Tall, blonde, effortlessly pretty in that distinctly maritime American way, she somehow always appears exactly as one imagines the owner of a beautifully restored sailing yacht should: windswept hair, white linen, oversized sunglasses, barefoot on teak, moving through the harbor as though she were born to it. The entire atmosphere — the polished wood, the cream upholstery, the soft lighting, the silver trays of Cavaniola’s, the quiet confidence of it all — feels remarkably cohesive. Ralph Lauren campaign energy, if Ralph Lauren had spent more time offshore in Sag Harbor.
And yet what separates Shannon from the endless procession of carefully curated Hamptons personalities is that she never seems overly polished. Her Instagram lingers not only on idyllic lunches and impossibly elegant golden-hour sails, but also on the far less glamorous reality of preserving an old yacht: sanding, repairs, hauling equipment, winter breakdowns, maintenance, weather, exhaustion. One moment she is serving chilled rosé and local cheeses on deck beneath cream-colored blankets; the next she is filming herself navigating through rough squalls while the rest of the Hamptons retreats indoors beneath cedar roofs and dinner reservations.

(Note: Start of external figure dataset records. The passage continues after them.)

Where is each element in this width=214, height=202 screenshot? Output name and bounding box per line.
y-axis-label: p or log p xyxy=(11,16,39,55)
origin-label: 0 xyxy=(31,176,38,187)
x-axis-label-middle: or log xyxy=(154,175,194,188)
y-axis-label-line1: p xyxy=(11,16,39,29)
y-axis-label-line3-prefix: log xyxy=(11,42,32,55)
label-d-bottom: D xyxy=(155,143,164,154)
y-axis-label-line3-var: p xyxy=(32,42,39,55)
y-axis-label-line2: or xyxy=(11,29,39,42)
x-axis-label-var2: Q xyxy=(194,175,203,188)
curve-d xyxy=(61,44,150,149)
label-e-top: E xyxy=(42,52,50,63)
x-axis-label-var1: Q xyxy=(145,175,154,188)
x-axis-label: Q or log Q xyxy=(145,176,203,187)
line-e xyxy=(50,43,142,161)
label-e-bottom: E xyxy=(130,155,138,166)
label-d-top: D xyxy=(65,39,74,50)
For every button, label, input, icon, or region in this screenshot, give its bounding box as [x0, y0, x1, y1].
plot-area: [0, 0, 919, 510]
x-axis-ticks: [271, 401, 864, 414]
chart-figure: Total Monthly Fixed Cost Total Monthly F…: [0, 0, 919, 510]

That contrast may be precisely why people are so drawn to her.
Because Kelpie is not fantasy in the influencer sense. It is a real boat, with real labor behind it, navigated by someone who genuinely understands and loves life at sea. The elegance comes not from perfection, but from stewardship.
To spend an afternoon aboard Kelpie is apparently to forget, briefly, the louder version of the Hamptons entirely. Guests are tendered from shore into a world of polished brass, salt air, candlelight, and slow conversation — part boutique hotel, part private home, part old-world sailing culture. Kelpie offers private sails ranging from sunset charters to half- and full-day experiences for up to 24 guests.

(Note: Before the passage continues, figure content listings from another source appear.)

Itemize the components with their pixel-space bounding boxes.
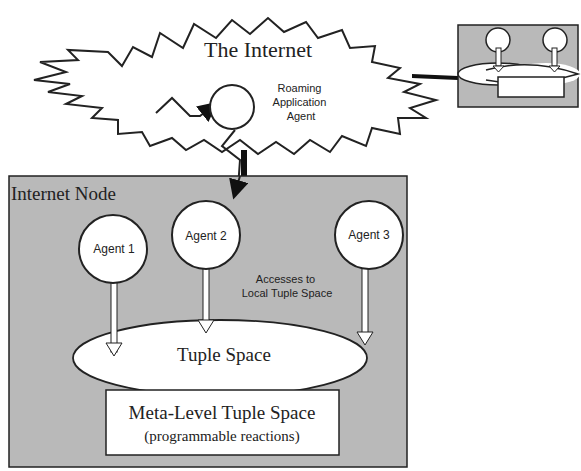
remote-link: [412, 74, 458, 80]
roaming-agent-circle: [210, 85, 254, 129]
agent-2-label: Agent 2: [185, 229, 227, 243]
meta-level-title: Meta-Level Tuple Space: [129, 402, 316, 423]
internet-node-title: Internet Node: [11, 183, 116, 204]
internet-link: [241, 150, 247, 178]
internet-title: The Internet: [204, 37, 312, 62]
agent-1-label: Agent 1: [93, 242, 135, 256]
agent-3-label: Agent 3: [348, 228, 390, 242]
tuple-space-label: Tuple Space: [177, 344, 271, 365]
meta-level-subtitle: (programmable reactions): [144, 428, 299, 445]
remote-internet-node: [458, 25, 580, 107]
diagram-canvas: The Internet Roaming Application Agent I…: [0, 0, 581, 471]
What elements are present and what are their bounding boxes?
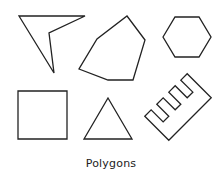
comb-group <box>145 74 211 140</box>
regular-hexagon <box>163 17 211 57</box>
irregular-hexagon <box>79 16 145 80</box>
figure-caption: Polygons <box>0 157 222 170</box>
square <box>18 91 67 139</box>
triangle <box>84 98 132 139</box>
concave-quadrilateral <box>19 16 85 73</box>
comb-polygon <box>145 74 211 140</box>
polygons-figure <box>0 0 222 177</box>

And while Shannon rarely leads with pricing — which somehow only adds to the mystique — comparable classic schooner experiences in Sag Harbor often begin around $3,900–$5,500 for shorter sails and rise significantly for longer bespoke charters and peak summer weekends. Kelpie itself provides rates privately upon inquiry, which feels entirely appropriate for something that operates more like a discreet floating salon than a traditional charter business.
In a place where luxury is so often performed, Shannon Carleton has managed to create something that feels unusually authentic.
Which may explain why Kelpie has become less of a yacht and more of a harbor institution.